Some disabled students to be held to different standards
Thursday, Dec. 4, 2003 | 11:20 a.m.
SUN STAFF AND WIRE REPORTS
WASHINGTON -- Education Department officials have decided children with the most severe learning problems can be held to a different academic standard than their peers -- a move that will ease pressure on schools struggling to make yearly progress.
The new department rule to be announced within days would affect a limited number of students deemed to have "significant cognitive disabilities" by their states. It would allow those students to be tested against standards appropriate for their intellectual development. More significantly, those scores would be counted as part of their school's performance.
Currently, students who take tests based on different standards can't be considered "proficient." This penalizes schools as they add up yearly achievement, which is critical because schools that receive federal aid for the poor, but fail to make adequate yearly progress, face increasing sanctions from the government.
Many schools have failed to make annual progress because disabled students didn't score high enough on tests or because too few of those students participated.
In the Clark County School District, where more than half of the 277 schools tested last year failed to show the "adequate yearly progress" demanded by the federal No Child Left Behind Act, the new special education standards were hailed.
"Maybe somebody woke up," said Assemblywoman Chris Giunchigliani, D-Las Vegas, a special education teacher in Clark County for 23 years who has been critical of the standards. "It sounds like this is an acknowledgement from the federal government that students with disabilities may learn in a different way, and at a different pace, than their mainstream peers."
Bob Miller Middle School in Henderson, which has typically posted some of the highest overall test scores in the county, wound up on the state's "watch list" this fall because of low test scores by a single student subgroup -- special education.
Miller offers an intensive program for children with severe learning disabilities to provide them with the least-restrictive environment in a neighborhood school setting, Principal Tam Larnerd said.
"I have no problem holding general education students to the same line, and making that line as high as possible," Larnerd said this morning. "However, not all kids are the same and there are some with special needs that should be considered when assessing their progress."
Some school associates went on the defensive when told Miller had been put on the watch list, Larnerd said. But in the long run it will probably have the intended effect, Larnerd said.
"There are no more invisible students," Larnerd said. "Bob Miller has great test scores, but when you break down that data, not every individual part is stellar. If we need to look at every special education student's (learning plan) and figure out what's lacking to get them to where they need to be, that's exactly what we'll do."
Gloria Dopf, director of special education and school improvement for the Nevada Education Department, said the revision is good news.
"It's more fair, and it keeps within the spirit of the law," Dopf said. "You want to have progress and expectations of growth for all youngsters, but some of our students are in special education because of deficits in the very skills proficiency tests are measuring."
There are a handful of schools in the state -- such as Miller -- that are on the watch list solely because of low scores by special education students. Dozens of campuses failed to show proficiency in several areas, including special education.
"We were hearing fears about there being a stigma of special education students as the ones who were responsible for a school not making (adequate yearly progress)," Dopf said. "That can't help the perception of special education or those students' relationships with the overall school population."
How soon the revision will have an effect in Nevada isn't known. It may be too late to change the next round of statewide testing in the spring, Dopf said.
Ross Wiener, policy director for the advocacy group, The Education Trust, said the rule will offer clarity and put more focus on raising achievement.
"That's important, because then you get into the hard work of, how do we do it?" he said. "That's the real challenge."
Education Department officials said they tried to find balance, recognizing the call for different standards in limited cases without eroding school accountability for all students.
The rule does not spell out which children meet the definition of having a significant cognitive disability, leaving that to the states with some narrow limits. The plan also requires that any alternative standards for students must be tied to state academic content.
State leaders and education groups negotiated with department officials for months on the language, part of a long-standing, complex debate over how to fairly test disabled children.
"Schools around the country will not be identified by their states as 'needing improvement' if their students with the most significant disabilities are unable to take the same tests as their peers," Education Secretary Rod Paige said. He said the rule also "protects children with disabilities from being wrongly excluded from accountability systems that provide valuable information to parents and educators."
The rule targets kids with the most severe learning problems who are required to take tests in their grades. It would affect only 1 percent of students at the state and school district levels. That's about 10 percent of all special education students.
States could appeal for a higher amount. Other children could take alternative tests, as they can now, but they would still be held to the same grade-level standards as other students.
James Wendorf, executive director of the National Center for Learning Disabilities, generally embraced the rules. He said concerns raised about children's performance in special education should put additional focus on basic quality of education.
By 2005-06, all states must test students in grades three though eight in math and reading annually and at least once during high school. The law also requires a science test at least once in elementary, middle and high school by 2007-08. The goal is to ensure all children are proficient in reading and math by 2014.
Sun reporter
Emily Richmond and the Associated Press contributed to this story.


◆ ASSIGNMENT
Word for word, repeat the records, leaving every picture behind.
______
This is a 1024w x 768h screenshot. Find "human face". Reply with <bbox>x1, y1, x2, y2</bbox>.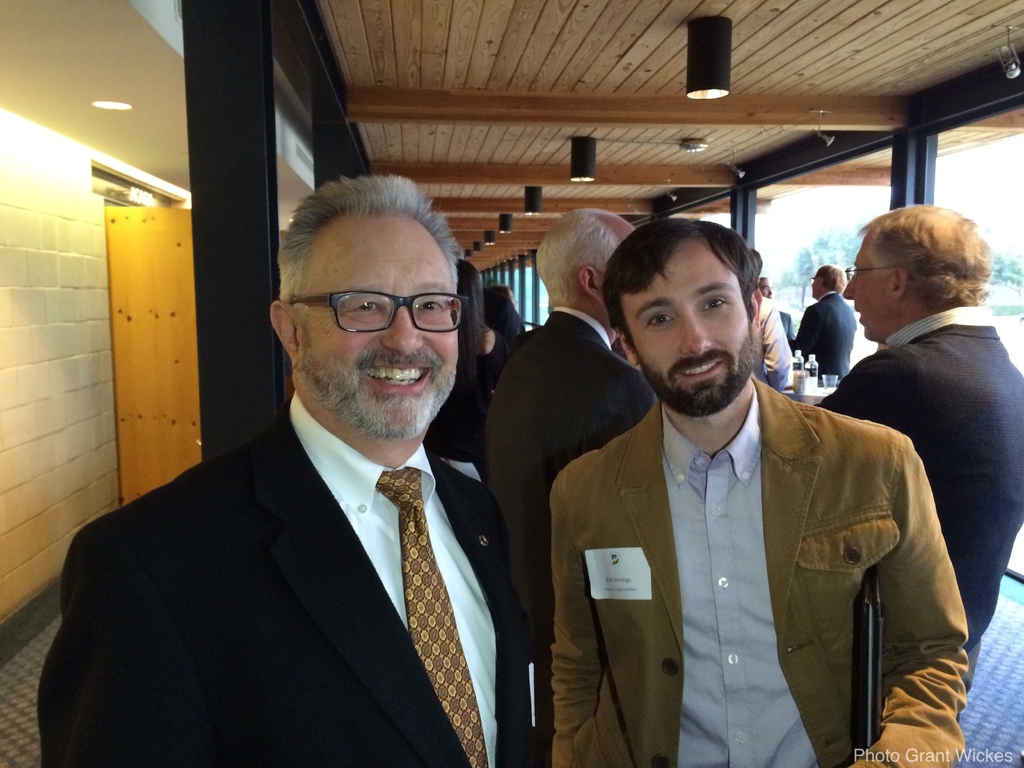
<bbox>625, 236, 755, 419</bbox>.
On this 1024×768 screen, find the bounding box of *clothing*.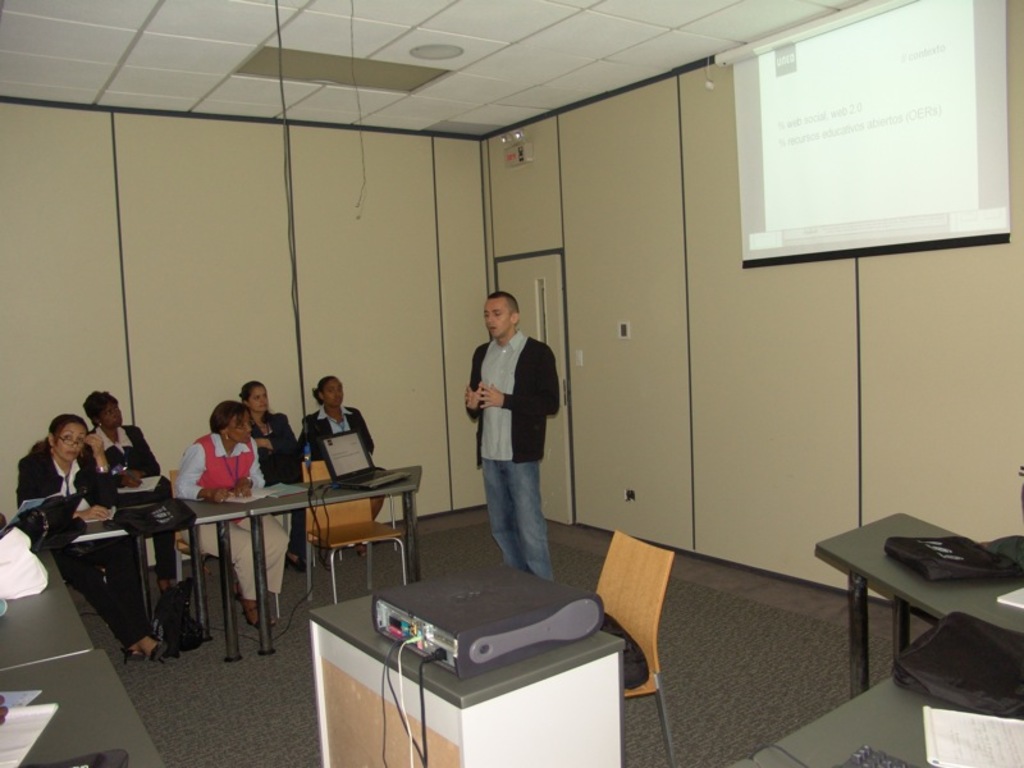
Bounding box: bbox=(173, 429, 285, 605).
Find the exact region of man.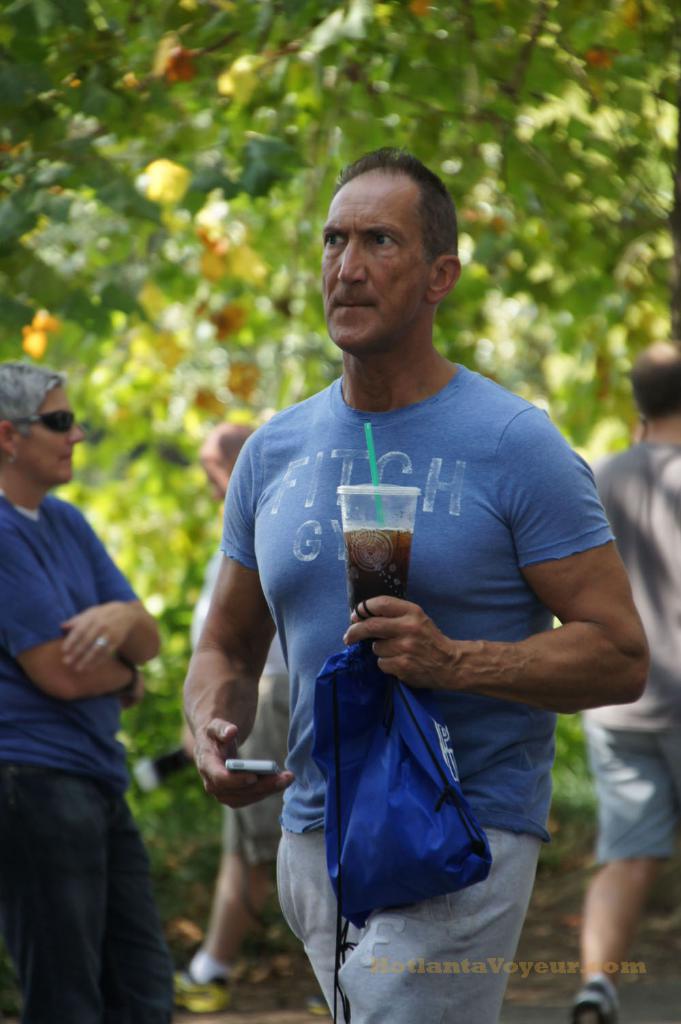
Exact region: crop(560, 337, 680, 1023).
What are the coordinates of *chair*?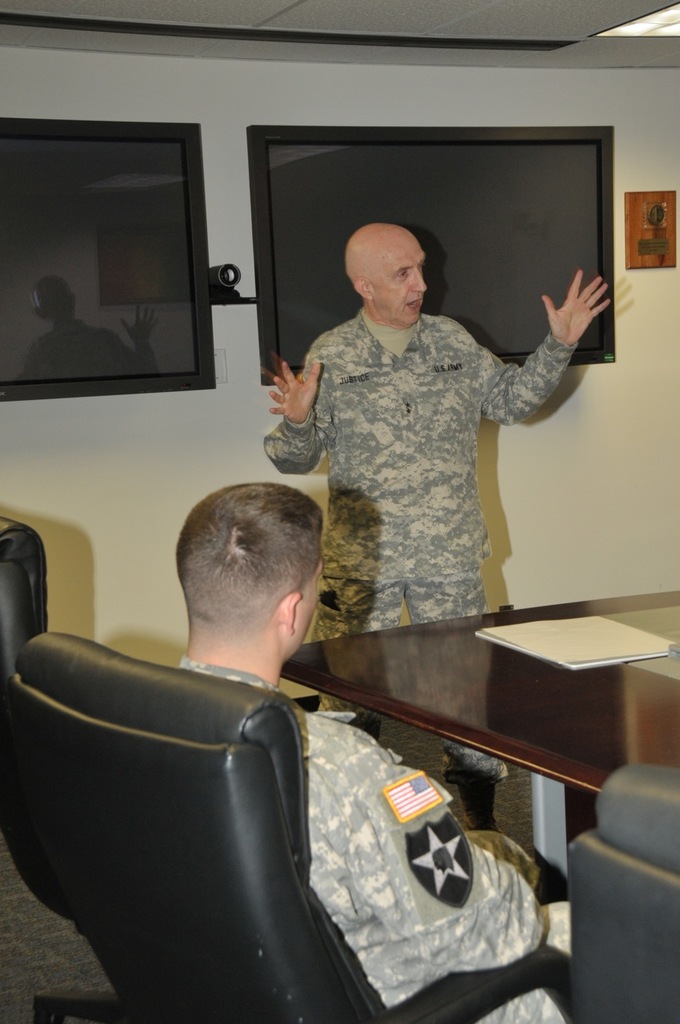
l=13, t=562, r=499, b=1023.
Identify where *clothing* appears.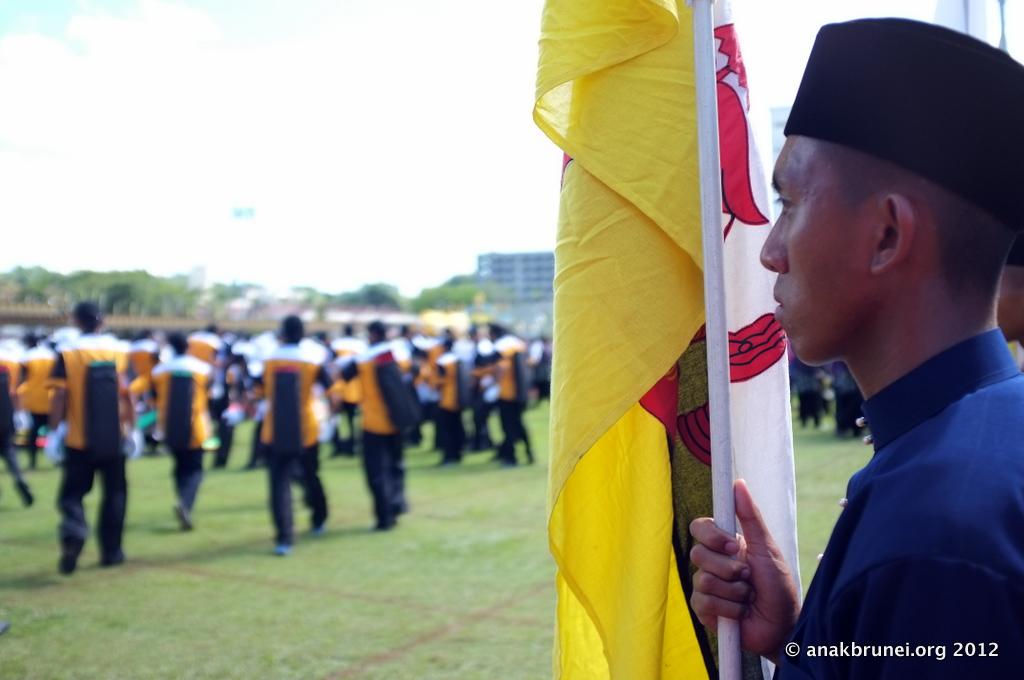
Appears at 771/266/1012/676.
______
◆ RESPONSE TO THIS TASK
This is a 1024w x 768h screenshot. Find "human face". Reply with <bbox>x1, y1, x2, y2</bbox>.
<bbox>625, 236, 755, 419</bbox>.
On this 1024×768 screen, find the bounding box of *clothing*.
Bounding box: bbox=(173, 429, 285, 605).
Find the exact region of man.
Exact region: crop(560, 337, 680, 1023).
What are the coordinates of *chair*?
l=13, t=562, r=499, b=1023.
Identify where *clothing* appears.
Appears at 771/266/1012/676.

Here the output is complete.